Xu - Fake - False
/The second definition in my dictionary is more helpful, “fake;” interestingly, the fourth definition is “virtual.”
The radical for the character xu, is hu (tiger). When a tiger stalks, he forgets his body, he thinks only of the prey. Xu is the character used by Chinese Medicine in the expression shenxu (kidney depletion). When we go without food or sleep our bodies often become deficient and depleted, we lose fine motor control, the ability to focus, and concern for the flesh.
In the context of internal martial arts, xu is the fruition of the whole body moving as a single liquid unit. Xu is a description of the physicality of an “I can sense what you are doing, you can not sense what I am doing” situation. A body which is xu is unstoppable because it doesn’t apparently respond to resistance.
I know what you are thinking, zombies are xu. That’s right, if zombies could talk they would be like, “Yo, I don’t care if you chop off my arm, I’ll still eat you. Shoot off my leg, no problem, I’m still coming...” I hesitate to say that xu is a form of disassociation because it is not necessarily a psychological problem. However, the first time I bang my body or my leg against the ground teaching daoyin, people wince. They think, “Are you crazy?”
Xu is external martial conditioning. Xu is the result of pounding and slapping the outside of ones body as a way to be comfortable with heavy contact.

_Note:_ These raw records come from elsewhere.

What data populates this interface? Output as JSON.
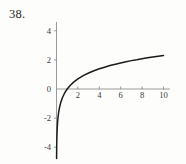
{
  "figure": {
    "number_label": "38.",
    "background_color": "#fdfdfc",
    "curve_color": "#1c1c1c",
    "axis_color": "#8e8e8e",
    "label_color": "#3a3a3a"
  },
  "chart_data": {
    "type": "line",
    "title": "",
    "subtitle": "",
    "xlabel": "",
    "ylabel": "",
    "function": "y = ln(x)",
    "xlim": [
      0,
      10.6
    ],
    "ylim": [
      -4.8,
      4.6
    ],
    "grid": false,
    "legend": null,
    "legend_position": "none",
    "x_ticks": [
      2,
      4,
      6,
      8,
      10
    ],
    "x_tick_labels": [
      "2",
      "4",
      "6",
      "8",
      "10"
    ],
    "y_ticks": [
      4,
      2,
      0,
      -2,
      -4
    ],
    "y_tick_labels": [
      "4",
      "2",
      "0",
      "-2",
      "-4"
    ],
    "x_axis_at_y": 0,
    "y_axis_at_x": 0,
    "x": [
      0.0085,
      0.012,
      0.018,
      0.025,
      0.035,
      0.05,
      0.07,
      0.1,
      0.14,
      0.2,
      0.28,
      0.4,
      0.55,
      0.75,
      1.0,
      1.3,
      1.6,
      2.0,
      2.5,
      3.0,
      3.5,
      4.0,
      4.5,
      5.0,
      5.5,
      6.0,
      6.5,
      7.0,
      7.5,
      8.0,
      8.5,
      9.0,
      9.5,
      10.0
    ],
    "y": [
      -4.77,
      -4.42,
      -4.02,
      -3.69,
      -3.35,
      -3.0,
      -2.66,
      -2.3,
      -1.97,
      -1.61,
      -1.27,
      -0.92,
      -0.6,
      -0.29,
      0.0,
      0.26,
      0.47,
      0.69,
      0.92,
      1.1,
      1.25,
      1.39,
      1.5,
      1.61,
      1.7,
      1.79,
      1.87,
      1.95,
      2.01,
      2.08,
      2.14,
      2.2,
      2.25,
      2.3
    ]
  }
}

It is also what allows self-mortifiers to pierce and pummel themselves. There is a long history in China of using a ritual trance initiation to induce xu. Often it involves a ritual emptying, as in nuo theatrical exorcism where the hun and pö spirits are removed from the performer’s body and placed in jars using talisman and mantras. But it is also a quick way of training troops. During the Boxer Rebellion (1900) each boxer went through an initiation process which made him immune to pain and of course (he believed) bullets.
In trance the mind is totally preoccupied. The boxers would invoke their personal deity and they would become, for instance, the Monkey King. By preoccupying the mind with all the attributes of the Monkey King the individual boxer must have been able to disassociate from any injury to his own body. He may also have been hungry and been entranced by the idea that he was purifying the country of evil Christians.
Other examples of training troops quickly involve group chanting. Qawwali music from Pakistan, for instance, is all about invoking love. It is the idea that while you are butchering your enemy you feel intense love for them, as you send them to god, you also make them one with god. Because you are so focused on love, you disassociate from your own body. Intense anger, revenge, and envy work too. As Laozi says, “When we are possessed by desire, we experience only the yearned for manifest.”
Many spiritual traditions think of xu as a form of transcendence. Putting on my rational 20th Century hat, I’d say that xu is the result of two forces; hormones (probably adrenaline, dopamine, oxytocin, epinephrine) and mental focus.
(While mentally focusing on an idea, a goal, or an object outside the body can create an experience of xu, "focus" is a really bad word choice because the more spatially expansive (capacious) ones awareness is, the more xu the body can become.)
For those who practice internal martial arts xu comes about simply through relaxation. In fact I would tentatively say xu is relaxation. When every sand sized particle that makes up your entire body is relaxed it is xu. (Xu is used in the Chinese character for atom.) A body which is xu does not intentionally respond to resistance. It is heavy, liquid and unified. Actually it does respond to resistance, but it does so in an unconditioned, unconscious, uncontrolled automatic way.
Everywhere I look these days people are abusing the poor word “embodied.” Everything needs to be “embodied” these days, if you want to sell it--it better be embodied with some awesomeness. Exercise, politics, education, shampoo, coffee, even the truth is supposed to be embodied. But I’m telling you people, if you take this ride to the top of the hill, it ends with a totally disembodied experience. But words are misleading, truly internal martial xu should be both embodied and disembodied at the same time. When all the controlling, micro-structural, 'I own this body,' 'this is me,' 'this is me-ness,' voices get turned off what is left is xu. Xu and emptiness (kong), of course.
I’m not exactly describing an ego-free experience here. The ego just becomes bigger, it lifts off of the body and becomes spacial. One experiences a lively, dynamic form of perceptual-motor spacial awareness.
Everyone is at least a little bit xu all the time. And everyone is capable of getting really xu in short order. Most of the drugs you can name off of the top of your head increase ones experience of xu.
What inhibits the experience of xu? Only one thing: Feeling in possession of your own body--believing that what defines you is limited to this empty bag of flesh.